The early editions of the Grimm’s brothers work published as Kinder and H ausmärchen, or Children’s and Household Tales lacked illustrations. The stories were dark and filled with murder and mayhem. The stories nonetheless eventually caught on and had such a universal appeal, in the United States alone, alone, there have been over 120 different editions made.
The Grimm brothers weren’t just fairytale writers, they were fairytale collectors and many of their stories were either inspired by or borrowed elements from tales they heard and read elsewhere
The True Story Of Hansel and Gretel
The true story of Hansel and Gretel goes back to a group of tales that originates in the Baltic regions during the Great famine of 1314 to 1322. In Europe, the situation was particularly dire since the food supply was already scared. The results were devastating when the famine struck, one scholar estimated that over 400,000 square miles of Europe, 30 million people, and may have killed off up to 25 percent of the population in certain areas.
The process was hard on the elder people who chose voluntarily to starve to death to allow the young to live. Others committed infanticide or abandoned their children. Cannibalism was there, as it is believed that mothers were fed their children.
The famine was so bad that “people were so destroyed by hunger that they extracted bodies of the dead from cemeteries and removed the flesh from the skulls and ate it, and women ate their children out of hunger.” This chaos resulted in the origin of the story Hansel and Gretel.
All the stories dealt directly with themes of Abandonment and survival of Hansel and Gretel, every story had a forest that was sued for tableau for danger, magic, and death.

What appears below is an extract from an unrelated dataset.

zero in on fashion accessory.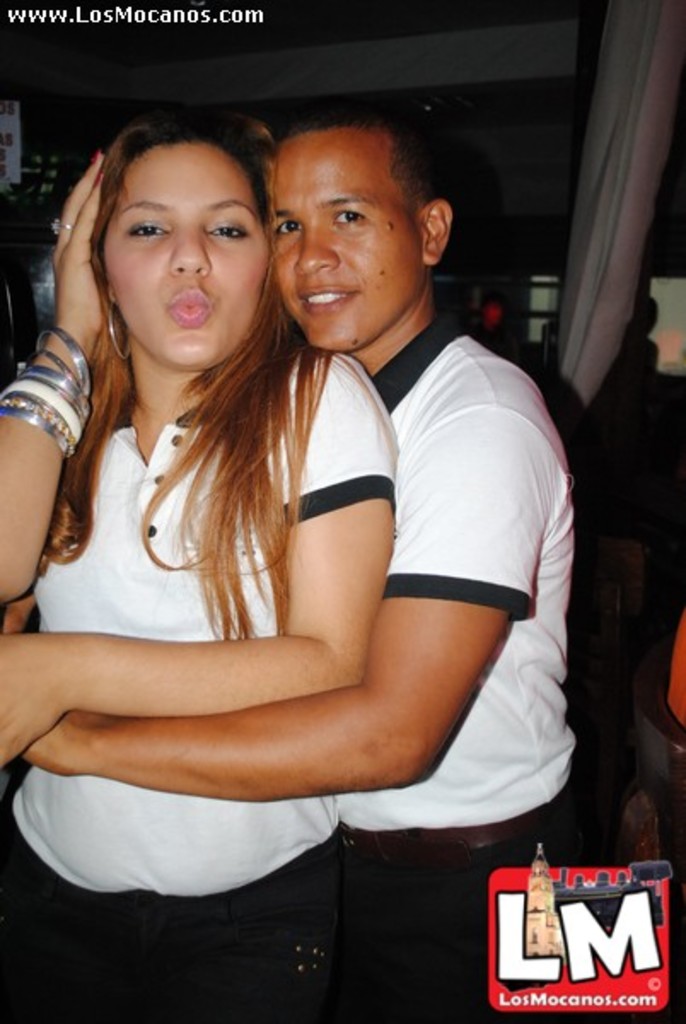
Zeroed in: BBox(48, 215, 75, 236).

The forbidding of these early tales, though is a Romanian Sory, the Little boy, and the Wicked Stepmother. Similar to the Hansel and Gretel, two children are abandoned and find their way home following a trail of ashes. But when they return home following the trail of ashes, the stepmother kills the little boy and forces the little sister to prepare his corpse for a family meal.
The horrified girl did the same as her stepmother asked but hid the boy’s heart inside a tree. The father unknowingly eats his son while the sister refuses to take part. After the meal, the girl takes the brother’s bones and put them inside the tree with his heart. The next day a cuckoo bird emerges singing, “Cuckoo! My sister has cooked me, and my father has eaten me, but I am now a cuckoo and safe from my stepmother.”

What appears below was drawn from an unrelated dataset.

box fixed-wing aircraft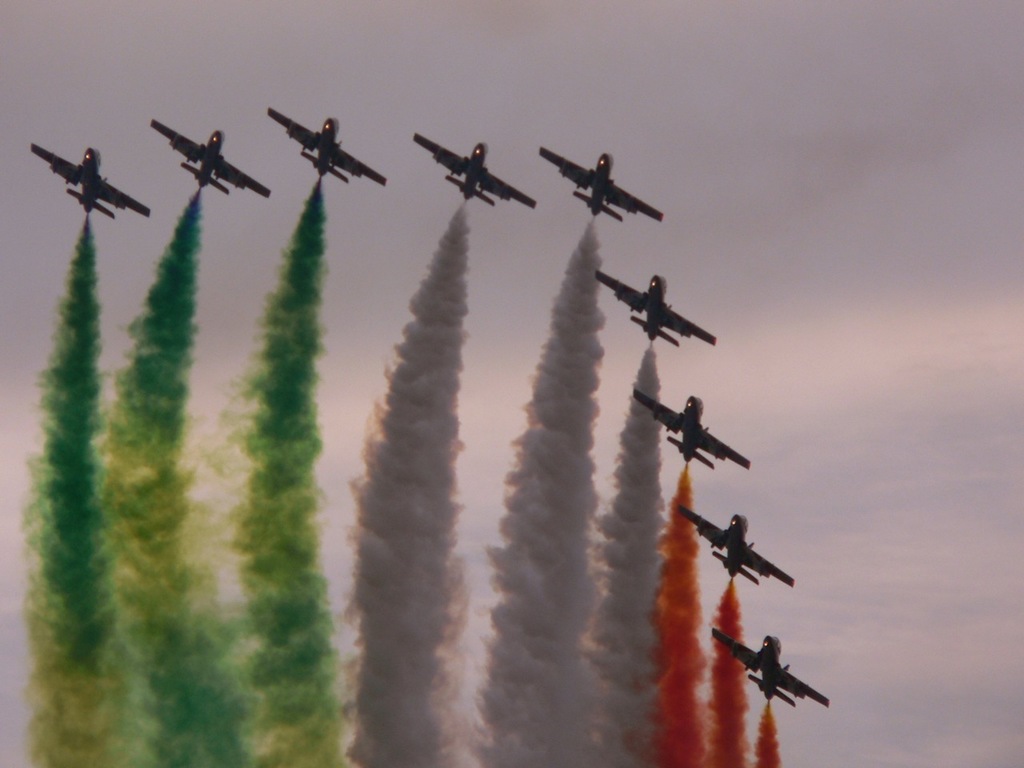
[675, 510, 794, 591]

The terrified stepmother throws a lump of salt at the bird but it just falls back on her head, killing her instantaneously.
Evolution of Story with new takes.
The direct source for the story of Hansel and Gretel as we know it came from Henrietta Dorothea Wild, a neighbor of the brothers Grimm who narrated many of the tales. She ended up marrying Wilhelm.

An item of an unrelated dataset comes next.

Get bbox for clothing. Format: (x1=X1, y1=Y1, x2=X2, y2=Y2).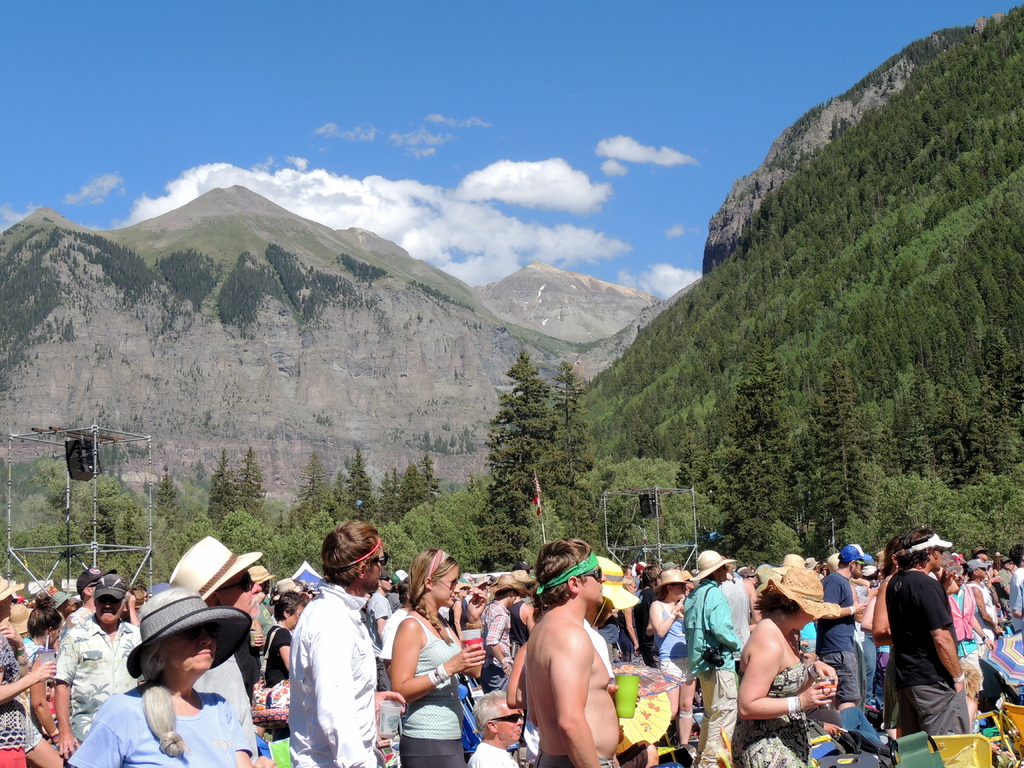
(x1=123, y1=573, x2=248, y2=662).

The original versions of the Hansel and Gretel changed over time, perhaps the brothers were aware that their stories were being read by children so by the last edition that they published, they changed the stories and made it kids friendly somewhat.
The story keeps evolving as there is no swan to help them in the first edition of the story but coming up to the seventh edition there is a swan to help them cross the river. The stepmother used to be the real mother of the children, who wanted to leave the kids in the forest, but a mother would not make a great villain, like a stepmother, thus mother was replaced by the stepmother in the upcoming editions.
Every once in awhile the tale attempts to go back to its dark roots. Orion Picture’s Gretel and Hansel: A Grim Fairy Tale. Oz Perkins brings out another new version of the story, siblings looking through the forest for food and working to help their parents when they meet the witch.